In that piece, Aladjem also revealed that Eshel was still being breast fed by his mother. 

Why they were spared, she does not know – speculating only that the gunmen were ‘tired from all that rampage of murder’.

The children were reunited with their father who was being treated in hospital. A bullet struck Negev in the foot during the extraordinary escape.

In an interview with The Australian newspaper, a friend of Kaploun’s family described the four-year-old as being used as a ‘human shield’ by the militants. 

‘Adi tried to hang on as much as she could,’ the friend said. 

He said that Hamas terrorists threw a grenade into the living room of their home, forcing them out. 

Hamas terrorists also killed Kaploun’s brother-in-law’s girlfriend during Saturday’s massacre. 

Hamas’ attack stunned Israel, with a death toll unseen since the 1973 war with Egypt and Syria — and those deaths happened over a longer period of time. 

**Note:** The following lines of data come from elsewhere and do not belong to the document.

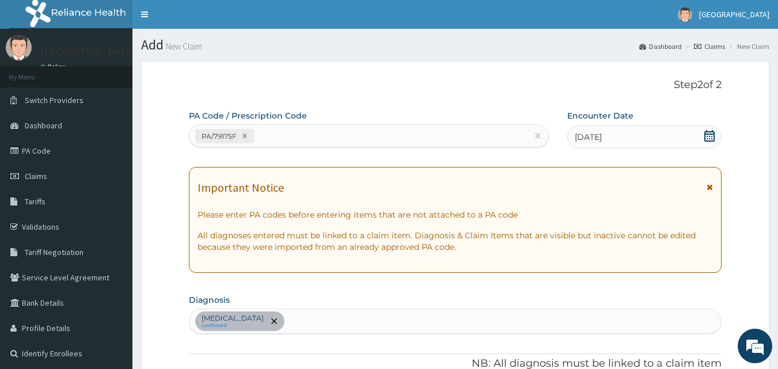  Describe the element at coordinates (54, 100) in the screenshot. I see `span: Switch Providers` at that location.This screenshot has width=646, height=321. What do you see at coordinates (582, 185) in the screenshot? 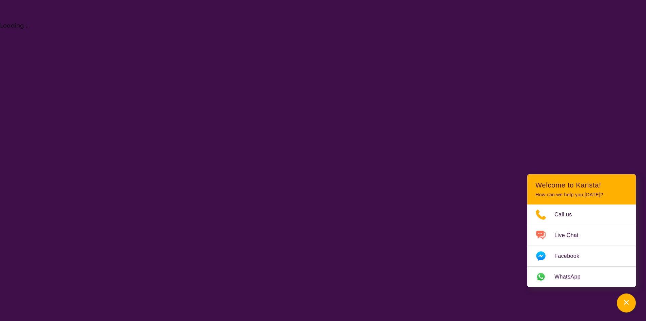
I see `h2: Welcome to Karista!` at bounding box center [582, 185].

It brought horrific scenes of Hamas militants gunning down civilians in their cars on the road, in streets of towns, and at a music festival attended by thousands in the desert near Gaza, while dragging men, women and children into captivity.

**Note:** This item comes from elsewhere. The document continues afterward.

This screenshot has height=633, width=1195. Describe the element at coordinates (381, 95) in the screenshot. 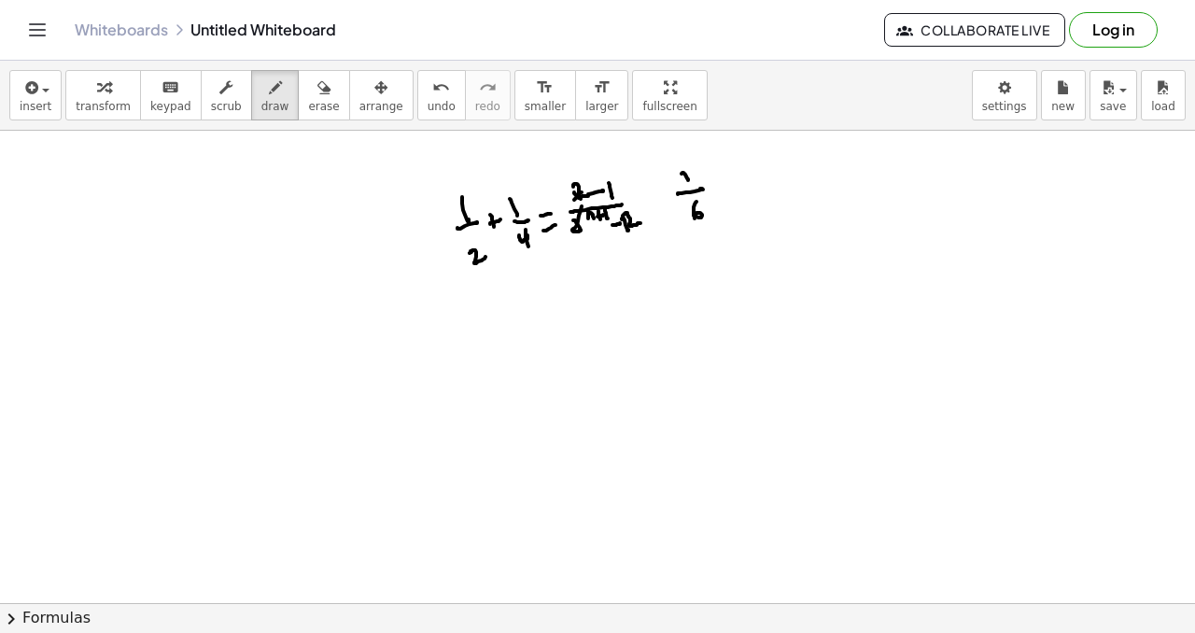

I see `button: arrange` at that location.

U.S. President Joe Biden is scheduled to speak Tuesday with Prime Minister Benjamin Netanyahu about coordination with allies to ‘defend Israel and innocent people against terrorism,’ the White House said.

The Israeli military said more than 900 people have been killed in Israel. In Gaza and the West Bank, 704 people have been killed, according to authorities there; Israel says hundreds of Hamas fighters are among them. Thousands have been wounded on both sides.

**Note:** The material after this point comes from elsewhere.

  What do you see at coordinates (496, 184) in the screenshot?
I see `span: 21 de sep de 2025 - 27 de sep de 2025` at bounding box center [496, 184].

The bodies of roughly 1,500 Hamas militants were found on Israeli territory, the military said. It wasn’t immediately clear whether those numbers overlapped with deaths previously reported by Palestinian authorities.

In Gaza, more than 187,000 people have fled their homes, the U.N. said, the most since a 2014 air and ground offensive by Israel uprooted about 400,000. 

The vast majority are sheltering in schools run by UNRWA, the U.N. agency for Palestinian refugees. Damage to three water and sanitation sites have cut off services to 400,000 people, the U.N. said.

Days after the initial attack, Israeli warplanes hammered the Gaza Strip neighborhood by neighborhood on Tuesday, reducing buildings to rubble and sending people scrambling to find safety in the tiny, sealed-off territory as Israel vowed a retaliation for Hamas’ surprise weekend attack that would ‘reverberate … for generations.’

Aid organizations pleaded for the creation of humanitarian corridors to get aid into Gaza, warning that hospitals overwhelmed with wounded were running out of supplies. 

Israel has stopped all access of food, fuel and medicines into Gaza, and the sole remaining access from Egypt shut down Tuesday after airstrikes hit near the border crossing.

The war began after Hamas militants stormed into Israel on Saturday, bringing gun battles to its streets for the first time in decades. 

At least 1,600 lives have already been claimed on both sides, and perhaps hundreds more. Hamas and other militant groups in Gaza hold more than 150 soldiers and civilians hostage, according to Israel.

The conflict is only expected to escalate. Israel expanded the mobilization of reservists to 360,000 on Tuesday, according to the country’s media. 

After days of fighting, Israel’s military said Tuesday morning that it had regained effective control over areas Hamas attacked in its south, and of the Gaza border.

A looming question is whether Israel will launch a ground offensive into Gaza — a 25 mile-long strip of land wedged among Israel, Egypt and the Mediterranean Sea that is home to 2.3 million people and has been governed by Hamas since 2007.